Some of the leading analysts or public intellectuals correctly attribute the ANC’s electoral fortunes in rural areas, especially in provinces such as KwaZulu-Natal, Eastern Cape, Limpopo and Mpumalanga to those associated with social grants that have become a source of survival given the startling reality of these areas being non-economic drivers and distressed, thus making the ANC, a rural party, far detached from its historical character, as a multi-class formation.

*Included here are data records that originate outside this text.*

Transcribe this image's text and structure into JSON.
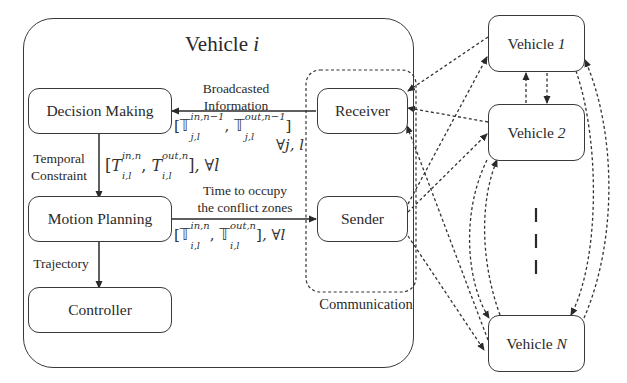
{
  "vehicle_i": {
    "title_prefix": "Vehicle ",
    "title_var": "i",
    "modules": {
      "decision_making": "Decision Making",
      "motion_planning": "Motion Planning",
      "controller": "Controller",
      "receiver": "Receiver",
      "sender": "Sender"
    },
    "communication_label": "Communication"
  },
  "edges": {
    "broadcasted_line1": "Broadcasted",
    "broadcasted_line2": "Information",
    "broadcast_math": "[𝕋_{j,l}^{in,n−1}, 𝕋_{j,l}^{out,n−1}] ∀j, l",
    "temporal_line1": "Temporal",
    "temporal_line2": "Constraint",
    "temporal_math": "[T_{i,l}^{in,n}, T_{i,l}^{out,n}], ∀l",
    "time_line1": "Time to occupy",
    "time_line2": "the conflict zones",
    "time_math": "[𝕋_{i,l}^{in,n}, 𝕋_{i,l}^{out,n}], ∀l",
    "trajectory": "Trajectory"
  },
  "math_parts": {
    "bbT": "𝕋",
    "T": "T",
    "open": "[",
    "close": "]",
    "comma": ",",
    "sub_jl": "j,l",
    "sub_il": "i,l",
    "sup_in_n1": "in,n−1",
    "sup_out_n1": "out,n−1",
    "sup_in_n": "in,n",
    "sup_out_n": "out,n",
    "forall_jl": "∀j, l",
    "forall_l": ", ∀l"
  },
  "other_vehicles": [
    {
      "prefix": "Vehicle ",
      "id": "1"
    },
    {
      "prefix": "Vehicle ",
      "id": "2"
    },
    {
      "prefix": "Vehicle ",
      "id": "N"
    }
  ],
  "ellipsis": "vertical-dashes"
}
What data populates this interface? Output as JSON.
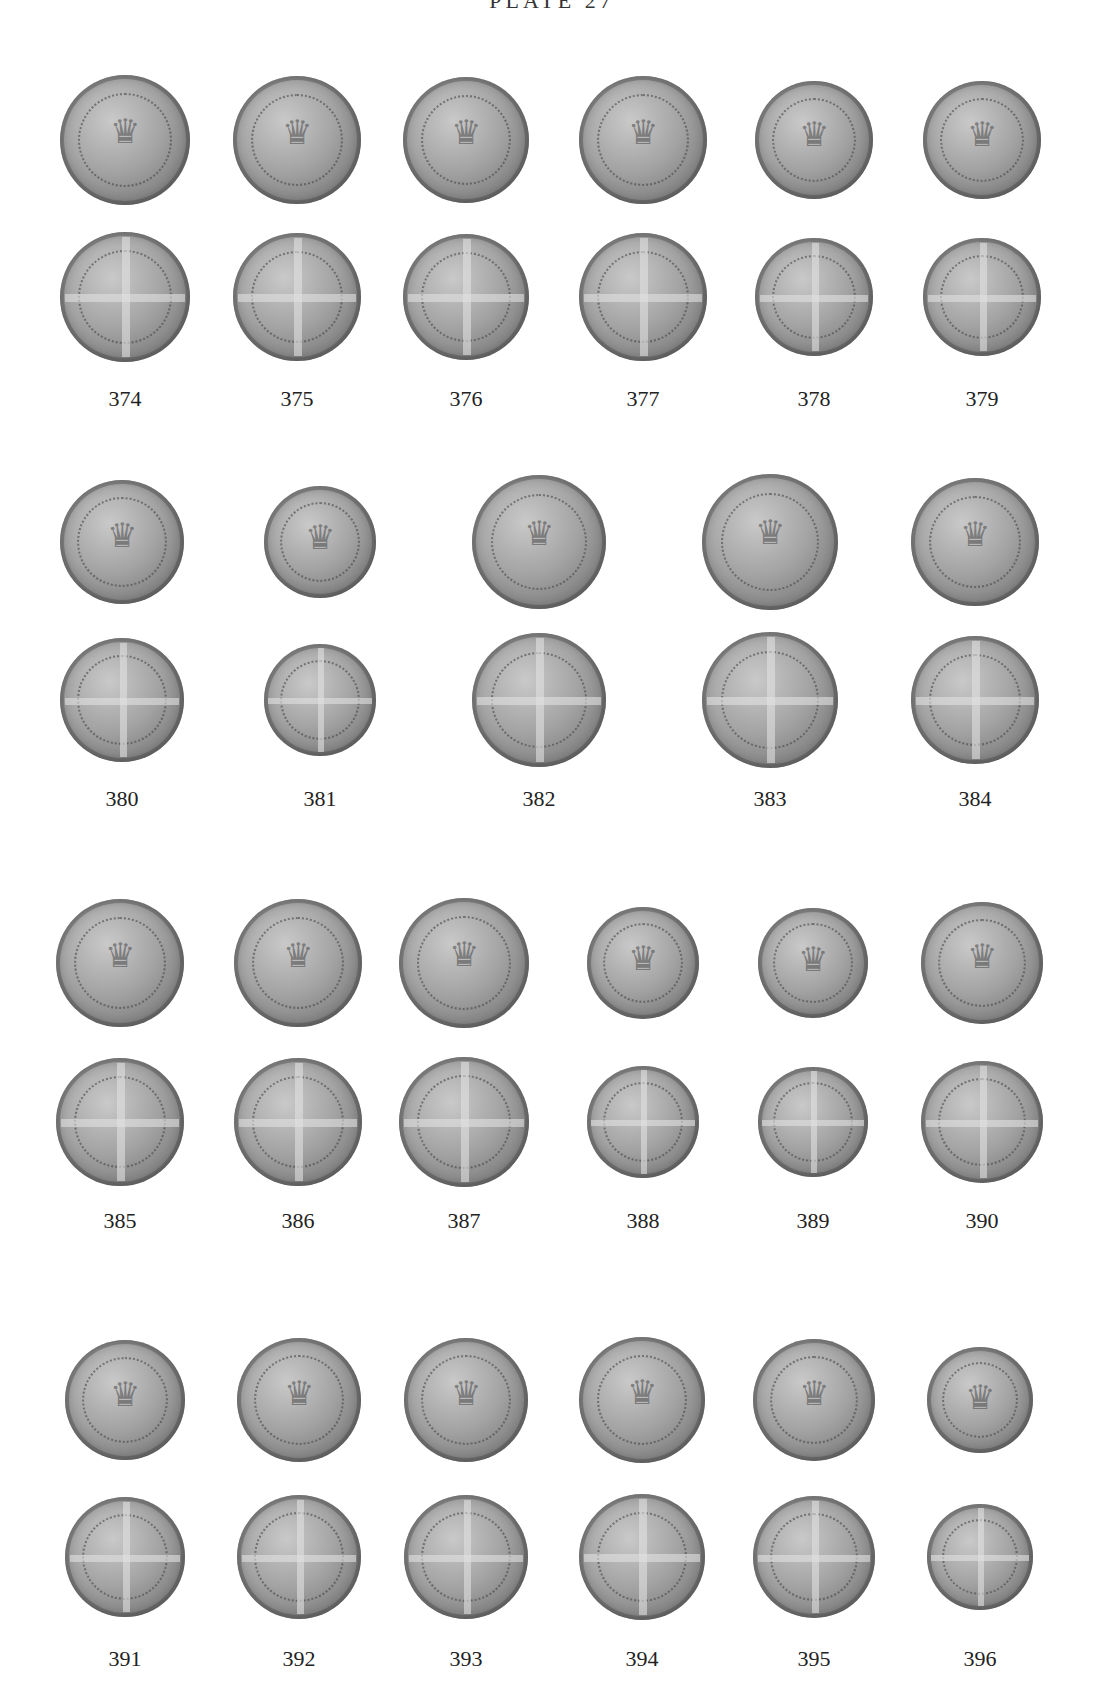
{
  "page": {
    "title": "PLATE 27"
  },
  "rows": [
    {
      "coins": [
        {
          "number": "374",
          "cx": 125,
          "obv_y": 140,
          "rev_y": 297,
          "d": 130
        },
        {
          "number": "375",
          "cx": 297,
          "obv_y": 140,
          "rev_y": 297,
          "d": 128
        },
        {
          "number": "376",
          "cx": 466,
          "obv_y": 140,
          "rev_y": 297,
          "d": 126
        },
        {
          "number": "377",
          "cx": 643,
          "obv_y": 140,
          "rev_y": 297,
          "d": 128
        },
        {
          "number": "378",
          "cx": 814,
          "obv_y": 140,
          "rev_y": 297,
          "d": 118
        },
        {
          "number": "379",
          "cx": 982,
          "obv_y": 140,
          "rev_y": 297,
          "d": 118
        }
      ],
      "label_y": 400
    },
    {
      "coins": [
        {
          "number": "380",
          "cx": 122,
          "obv_y": 542,
          "rev_y": 700,
          "d": 124
        },
        {
          "number": "381",
          "cx": 320,
          "obv_y": 542,
          "rev_y": 700,
          "d": 112
        },
        {
          "number": "382",
          "cx": 539,
          "obv_y": 542,
          "rev_y": 700,
          "d": 134
        },
        {
          "number": "383",
          "cx": 770,
          "obv_y": 542,
          "rev_y": 700,
          "d": 136
        },
        {
          "number": "384",
          "cx": 975,
          "obv_y": 542,
          "rev_y": 700,
          "d": 128
        }
      ],
      "label_y": 800
    },
    {
      "coins": [
        {
          "number": "385",
          "cx": 120,
          "obv_y": 963,
          "rev_y": 1122,
          "d": 128
        },
        {
          "number": "386",
          "cx": 298,
          "obv_y": 963,
          "rev_y": 1122,
          "d": 128
        },
        {
          "number": "387",
          "cx": 464,
          "obv_y": 963,
          "rev_y": 1122,
          "d": 130
        },
        {
          "number": "388",
          "cx": 643,
          "obv_y": 963,
          "rev_y": 1122,
          "d": 112
        },
        {
          "number": "389",
          "cx": 813,
          "obv_y": 963,
          "rev_y": 1122,
          "d": 110
        },
        {
          "number": "390",
          "cx": 982,
          "obv_y": 963,
          "rev_y": 1122,
          "d": 122
        }
      ],
      "label_y": 1222
    },
    {
      "coins": [
        {
          "number": "391",
          "cx": 125,
          "obv_y": 1400,
          "rev_y": 1557,
          "d": 120
        },
        {
          "number": "392",
          "cx": 299,
          "obv_y": 1400,
          "rev_y": 1557,
          "d": 124
        },
        {
          "number": "393",
          "cx": 466,
          "obv_y": 1400,
          "rev_y": 1557,
          "d": 124
        },
        {
          "number": "394",
          "cx": 642,
          "obv_y": 1400,
          "rev_y": 1557,
          "d": 126
        },
        {
          "number": "395",
          "cx": 814,
          "obv_y": 1400,
          "rev_y": 1557,
          "d": 122
        },
        {
          "number": "396",
          "cx": 980,
          "obv_y": 1400,
          "rev_y": 1557,
          "d": 106
        }
      ],
      "label_y": 1660
    }
  ]
}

As a country we are ranked amongst the most unequal societies in the world, alongside Brazil and other countries. Undeniably, we are the most advanced and industrialised economy on our continent – Africa – and we suffer from extremely high levels of unemployment, trapping millions in poverty and contributing to stark inequalities that persist more than two decades after the end of apartheid in 1994. This is partly due to the wrong policy choices we have been championing as dictated by neoliberal embedded rating agencies; the World Bank and the International Monetary Fund.

It is within this context that the ANC correctly understands the urgency and need to fundamentally alter the economy in the interest of the black African majority as a deliberate programme to build a truly non-racial, democratic and prosperous South Africa. It is by not accident that in 1969 it made the following affirmation to the people of South Africa: “We do not understand the complexities which will face a people's government during the transformation period nor the enormity of the problems of meeting economic needs of the mass of the oppressed people. But one thing is certain – in our land this cannot be effectively tackled unless the basic wealth and the basic resources are at the disposal of the people as a whole and are not manipulated by sections or individuals be they white or black.”

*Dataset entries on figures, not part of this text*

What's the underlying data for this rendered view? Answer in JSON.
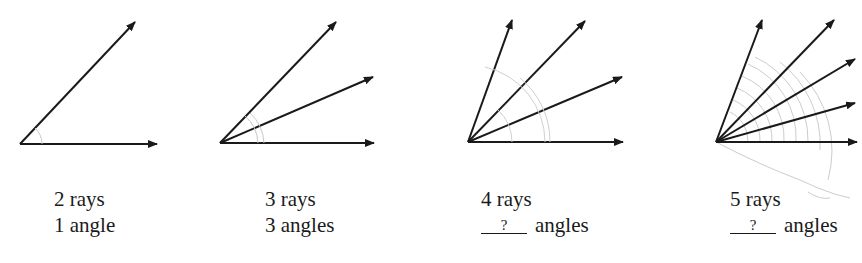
{
  "figures": [
    {
      "rays_label": "2 rays",
      "angles_value": "1",
      "angles_word": "angle",
      "has_blank": false
    },
    {
      "rays_label": "3 rays",
      "angles_value": "3",
      "angles_word": "angles",
      "has_blank": false
    },
    {
      "rays_label": "4 rays",
      "angles_value": "?",
      "angles_word": "angles",
      "has_blank": true
    },
    {
      "rays_label": "5 rays",
      "angles_value": "?",
      "angles_word": "angles",
      "has_blank": true
    }
  ],
  "colors": {
    "ray": "#1a1a1a",
    "arc": "#c8c8c8",
    "background": "#ffffff"
  }
}
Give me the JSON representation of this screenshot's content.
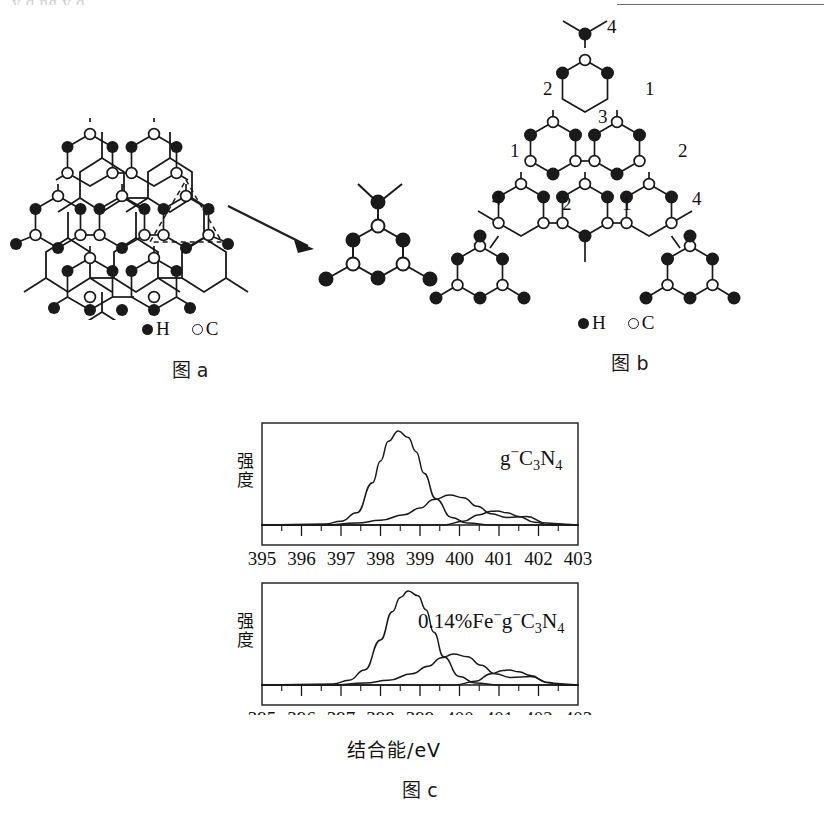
{
  "page": {
    "top_partial_text": "y q ng y q",
    "bottom_partial_text": ""
  },
  "figure_a": {
    "caption": "图 a",
    "legend": [
      {
        "marker": "filled-circle",
        "label": "H"
      },
      {
        "marker": "open-circle",
        "label": "C"
      }
    ],
    "description": "g-C3N4 triazine sheet with dashed triangular highlight and arrow to expanded unit",
    "arrow": "arrow-right-down"
  },
  "figure_b": {
    "caption": "图 b",
    "legend": [
      {
        "marker": "filled-circle",
        "label": "H"
      },
      {
        "marker": "open-circle",
        "label": "C"
      }
    ],
    "site_numbers": [
      "4",
      "2",
      "1",
      "3",
      "1",
      "2",
      "4",
      "2",
      "1",
      "4"
    ],
    "description": "g-C3N4 tri-s-triazine network with numbered nitrogen sites"
  },
  "chart_data": [
    {
      "type": "line",
      "id": "panel-top",
      "title": "",
      "series_label": "g⁻C₃N₄",
      "xlabel": "",
      "ylabel": "强度",
      "xlim": [
        395,
        403
      ],
      "ylim": [
        0,
        1
      ],
      "xticks": [
        395,
        396,
        397,
        398,
        399,
        400,
        401,
        402,
        403
      ],
      "xtick_labels": [
        "395",
        "396",
        "397",
        "398",
        "399",
        "400",
        "401",
        "402",
        "403"
      ],
      "minor_ticks": true,
      "grid": false,
      "legend_position": "top-right-inside",
      "series": [
        {
          "name": "N1 peak",
          "peak_x": 398.45,
          "peak_y": 1.0,
          "width": 0.45,
          "points_x": [
            396.6,
            397.0,
            397.4,
            397.8,
            398.0,
            398.2,
            398.45,
            398.7,
            398.9,
            399.1,
            399.4,
            399.8,
            400.2,
            400.8,
            401.6
          ],
          "points_y": [
            0.01,
            0.04,
            0.13,
            0.45,
            0.68,
            0.89,
            1.0,
            0.93,
            0.78,
            0.55,
            0.28,
            0.08,
            0.02,
            0.0,
            0.0
          ]
        },
        {
          "name": "N2 peak",
          "peak_x": 399.75,
          "peak_y": 0.32,
          "width": 0.5,
          "points_x": [
            396.6,
            397.4,
            398.0,
            398.6,
            399.0,
            399.35,
            399.75,
            400.1,
            400.45,
            400.8,
            401.2,
            401.7,
            402.2
          ],
          "points_y": [
            0.0,
            0.02,
            0.05,
            0.11,
            0.18,
            0.27,
            0.32,
            0.29,
            0.2,
            0.12,
            0.08,
            0.09,
            0.02
          ]
        },
        {
          "name": "N3 peak",
          "peak_x": 400.95,
          "peak_y": 0.15,
          "width": 0.42,
          "points_x": [
            399.6,
            400.1,
            400.5,
            400.8,
            400.95,
            401.2,
            401.5,
            401.9,
            402.3
          ],
          "points_y": [
            0.0,
            0.04,
            0.11,
            0.145,
            0.15,
            0.13,
            0.09,
            0.03,
            0.0
          ]
        }
      ]
    },
    {
      "type": "line",
      "id": "panel-bottom",
      "title": "",
      "series_label": "0.14%Fe⁻g⁻C₃N₄",
      "xlabel": "结合能/eV",
      "ylabel": "强度",
      "xlim": [
        395,
        403
      ],
      "ylim": [
        0,
        1
      ],
      "xticks": [
        395,
        396,
        397,
        398,
        399,
        400,
        401,
        402,
        403
      ],
      "xtick_labels": [
        "395",
        "396",
        "397",
        "398",
        "399",
        "400",
        "401",
        "402",
        "403"
      ],
      "minor_ticks": true,
      "grid": false,
      "legend_position": "top-right-inside",
      "series": [
        {
          "name": "N1 peak",
          "peak_x": 398.7,
          "peak_y": 1.0,
          "width": 0.45,
          "points_x": [
            396.8,
            397.2,
            397.6,
            398.0,
            398.3,
            398.5,
            398.7,
            398.95,
            399.15,
            399.35,
            399.6,
            400.0,
            400.4,
            401.0,
            401.8
          ],
          "points_y": [
            0.01,
            0.05,
            0.16,
            0.48,
            0.78,
            0.93,
            1.0,
            0.95,
            0.8,
            0.56,
            0.3,
            0.09,
            0.02,
            0.0,
            0.0
          ]
        },
        {
          "name": "N2 peak",
          "peak_x": 399.85,
          "peak_y": 0.33,
          "width": 0.5,
          "points_x": [
            396.8,
            397.6,
            398.2,
            398.8,
            399.2,
            399.55,
            399.85,
            400.2,
            400.55,
            400.9,
            401.3,
            401.8,
            402.3
          ],
          "points_y": [
            0.0,
            0.02,
            0.05,
            0.12,
            0.2,
            0.29,
            0.33,
            0.3,
            0.21,
            0.12,
            0.08,
            0.09,
            0.02
          ]
        },
        {
          "name": "N3 peak",
          "peak_x": 401.25,
          "peak_y": 0.16,
          "width": 0.42,
          "points_x": [
            399.9,
            400.4,
            400.8,
            401.1,
            401.25,
            401.5,
            401.8,
            402.2,
            402.6
          ],
          "points_y": [
            0.0,
            0.04,
            0.12,
            0.155,
            0.16,
            0.14,
            0.1,
            0.03,
            0.0
          ]
        }
      ]
    }
  ],
  "figure_c": {
    "caption": "图 c",
    "xlabel": "结合能/eV",
    "ylabel": "强度",
    "panel_labels": [
      "g⁻C₃N₄",
      "0.14%Fe⁻g⁻C₃N₄"
    ],
    "tick_labels": [
      "395",
      "396",
      "397",
      "398",
      "399",
      "400",
      "401",
      "402",
      "403"
    ]
  }
}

Since our ascendency to power in 1994, and successive electoral mandates from the overwhelming majority of South Africans, it is becoming apparent that our people, especially working class women and youth, have lost patience. These two social groupings are the most affected by poverty and unemployment. The unemployment figures and poverty statistics paint a scary picture. And as such it requires the ANC to look deeper on its policies and political programme it has championed over the years. The face of poverty in South Africa largely remains black, whilst economic power remains white. This is in tandem with president Thabo Mbeki’s Two Nation Thesis he spoke about in 2003. The opulent Sandton’s wretched backyard, Alexandra township, is a classics point of reference.

The growing voices from below for the radical and full implementation of the Freedom Charter are daily gaining credence amongst ordinary South Africans. It is precisely the conditions our people find themselves in 26 years into our democracy which require not only a change of heart amongst our elected leaders, but a decisive policy shift as a way of addressing the persisting challenges of underdevelopment, racialised poverty; inequality and an escalating high unemployment rate. If one looks carefully, the economic demands of the Freedom Charter have not been implemented to restore dignity to the previously oppressed and excluded black majority.

In honour and memory of Ms Dube, it is key for the ANC to embrace these growing voices and act in their interest in order to fully realise the aspirations of our people, consistent with our overall strategic goals of building a “Better Life for All”. The full implementation of the Freedom Charter is the best way of honouring successive generations that played an important role in the Struggle.

For our people, especially women and youth, who are consigned to the bottom margins of our economy, true freedom and democracy will only be meaningful if they are fully empowered economically and otherwise!

* Ntombi Magwaza-Mtembu is a Harry Gwala Foundation Board member and social activist.